InnoLead: Is such partnering hard, or is there a risk in partnership with startups?
Kay: It’s not that partnering is hard; it’s that when you pick a partner, you have to be super-focused on what you want to accomplish, and you have to have a view that you’re creating shared value.
We have a partnership in market with Livongo, which is a cloud-based technology company. (See the video below.) What we’re trying to learn is how could we continue to evolve into a company offering real-time feedback on health? Livongo is an interesting model that provides a monitor [for diabetics], which looks like an iPod. You put in your blood reading and it goes into the cloud, analyzes your blood using an algorithm, and the next action you should take comes back to you in real-time. It provides real-time feedback, supported by coaches and care when needed. It can read that you’re going hypo[glycemic] and tell you that you need to drink 10 ounces of juice.
This idea is interesting. They’re innovating around real-time care, and supporting people keeping themselves in range. If you’re diabetic and you keep yourself in range, you ultimately live a healthier life.
One of the ways for us to de-risk innovation is to place multiple bets, in order to learn and understand a new space. This is about strategic alignment, and partner models to help us accelerate.
Start with Desirability
InnoLead: What is your process for going from ideation to market?
Kay: There’s a lot of discipline that underlies innovation. We use a gated innovation model that allows us to invest just to the next gate, to make sure we’re clear on what we need to learn and that we’re managing the speed and impact of portfolio.
At a high level, there are three things we think about:
1. Desirability. We always have to start around the human-centered design. If we understand the need, is [the proposed solution] desirable?
2. Feasibility. How feasible is it to integrate or extend our capabilities to do that?

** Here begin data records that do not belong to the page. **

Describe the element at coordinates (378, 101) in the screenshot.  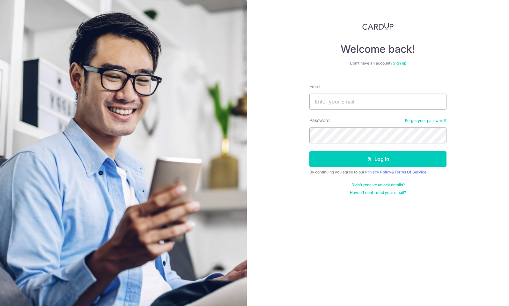
I see `input: Enter your Email` at that location.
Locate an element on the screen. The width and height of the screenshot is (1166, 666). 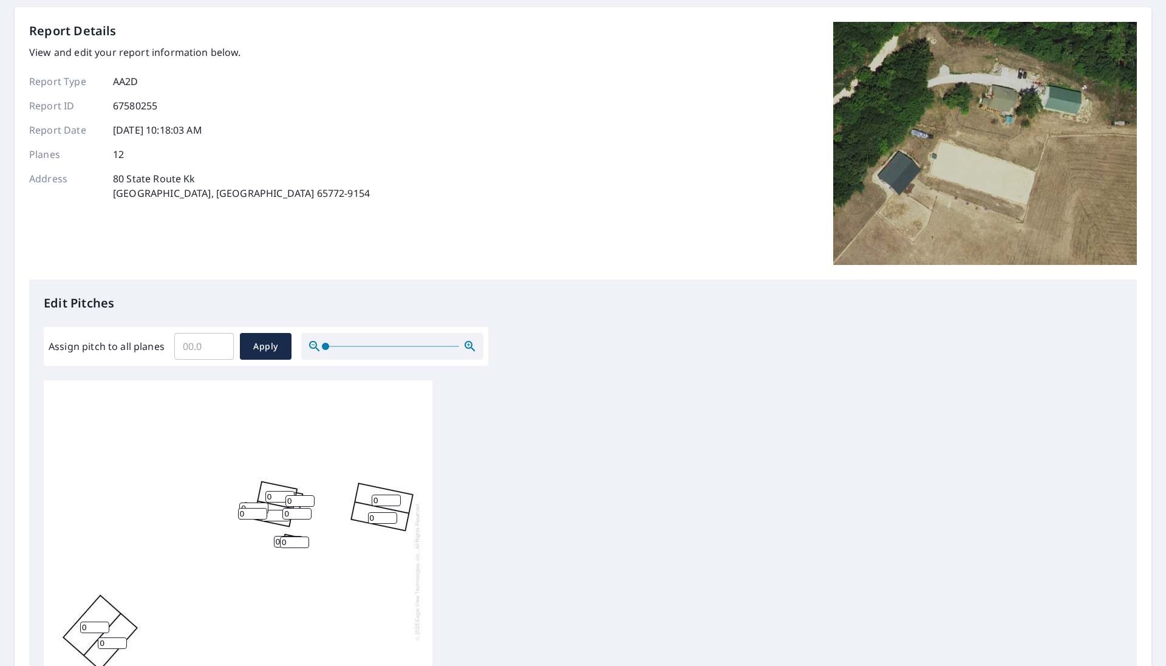
p: View and edit your report information below. is located at coordinates (199, 52).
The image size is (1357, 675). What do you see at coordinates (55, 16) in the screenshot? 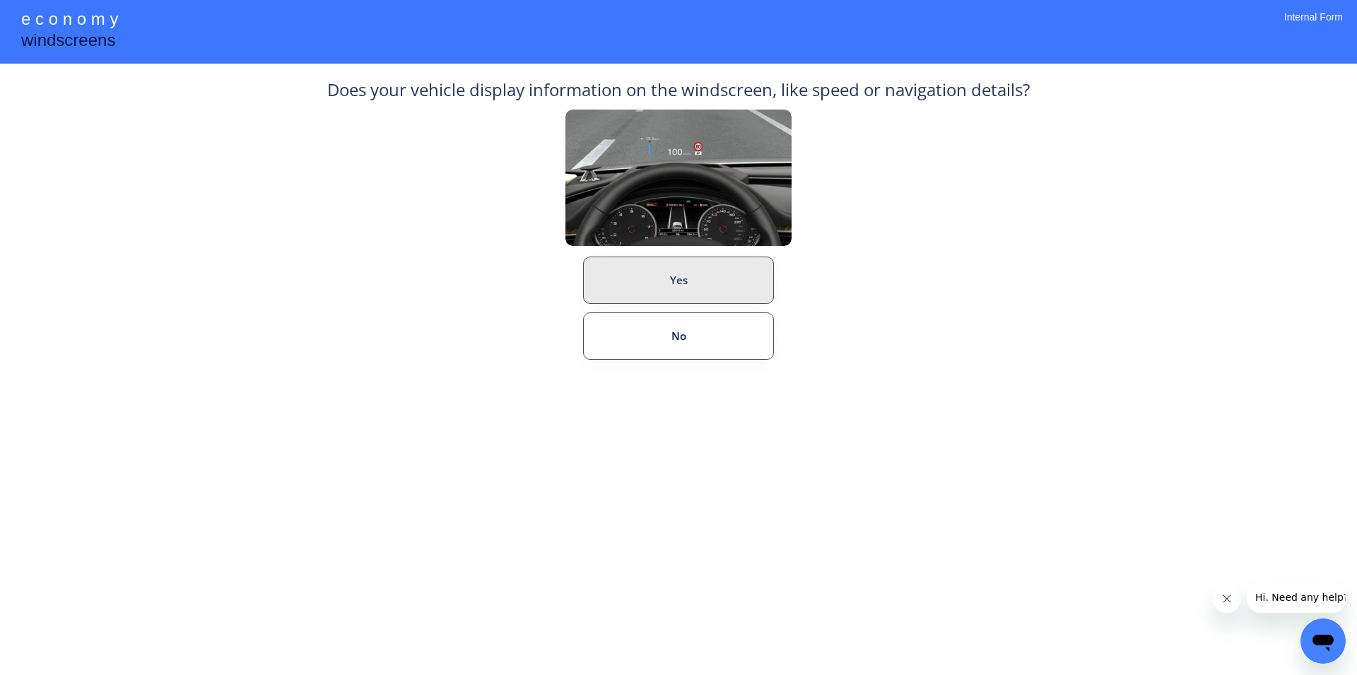
I see `span: Hi. Need any help?` at bounding box center [55, 16].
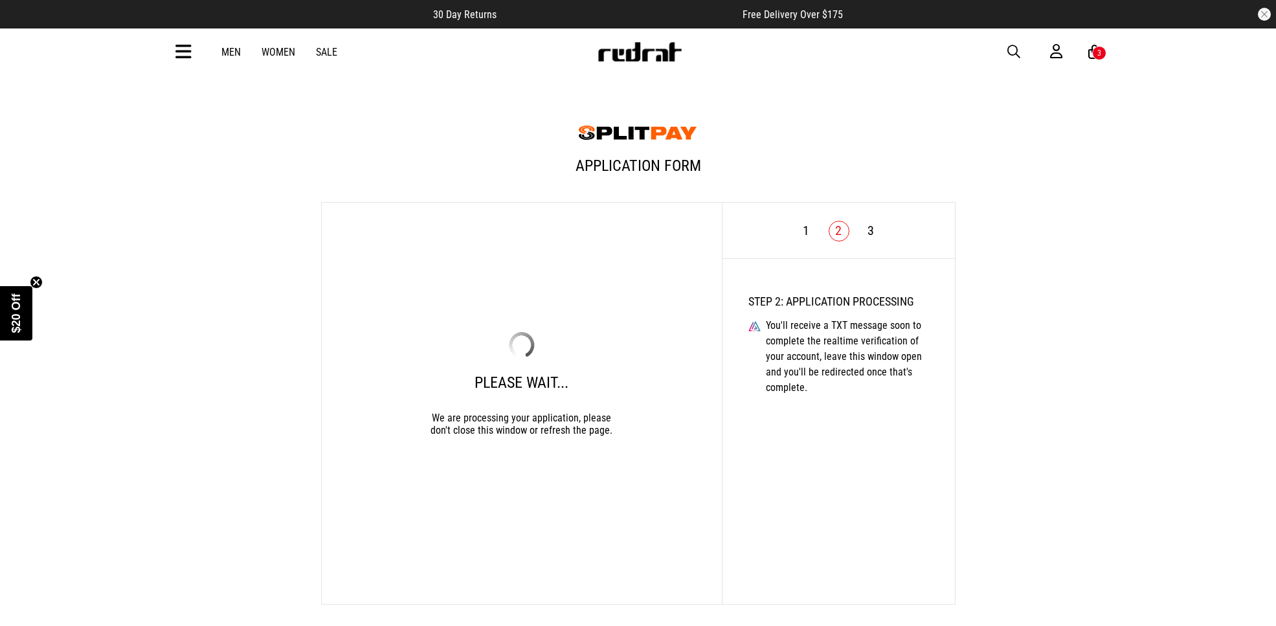 This screenshot has width=1276, height=626. What do you see at coordinates (231, 52) in the screenshot?
I see `a: Men` at bounding box center [231, 52].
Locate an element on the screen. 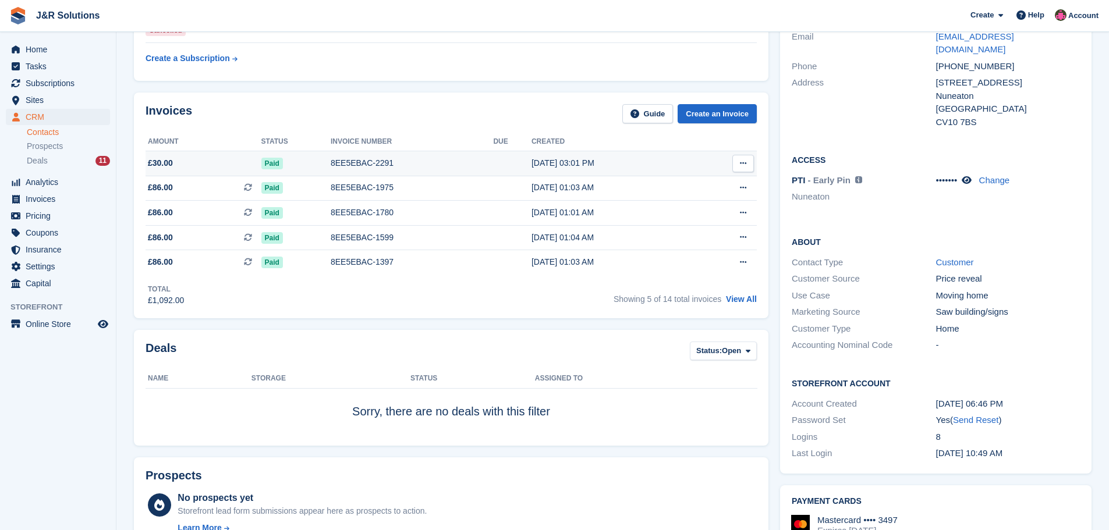  h2: Payment cards is located at coordinates (936, 502).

3. Scalability. We call it viability.
So you have to have an eye toward scale, but you have to start with desirability. [That is] really important, because the traditional model for large companies, and I’ve worked in many, is “we have an idea, let’s build it and see if they come.” Our model is, “Let’s root our potential solution in an unmet need of a consumer and insight. Let’s then work rapidly and iterate with consumers in order to create a solution they’re involved in designing.” When you do that, you’re also de-risking investment, because when you do that you get to scalability. You’re scaling something customers want.
InnoLead: How do you keep up with what consumers want?
Kay: Consumers’ expectations are absolutely changing ,and they’re really dramatically changing in healthcare with this shift of control to consumer. A couple things: We always need to be mindful of where the world is headed, and interestingly you don’t get that from a magazine, you get that from consumers. And you get that when you understand super-users and where they are headed…
We also gather a lot of foresight and insight from our partners, [the] entrepreneurs. We have deep relationships with venture capitalists. You can sort of get a sense of where the waves are forming by looking at what’s happening in the entrepreneurial ecosystem.
The thing about entrepreneurs is they need partners in order to scale these things. So we have a unique ability to translate that foresight/insight and align that with specific companies and strategies and go.
And then you learn. You have to have a culture of learning, because we’re always going to be pointing to where the puck is headed, but we also have to have an innovation portfolio that creates value today.
We believe over time, while we’re focused as an organization on helping people suffering from severe chronic conditions, we know that the learnings we get from that will help us innovate…and start to move into preventing those conditions in the first instance. So, that learning mentality becomes really, really important. This is a very curious organization across all the businesses.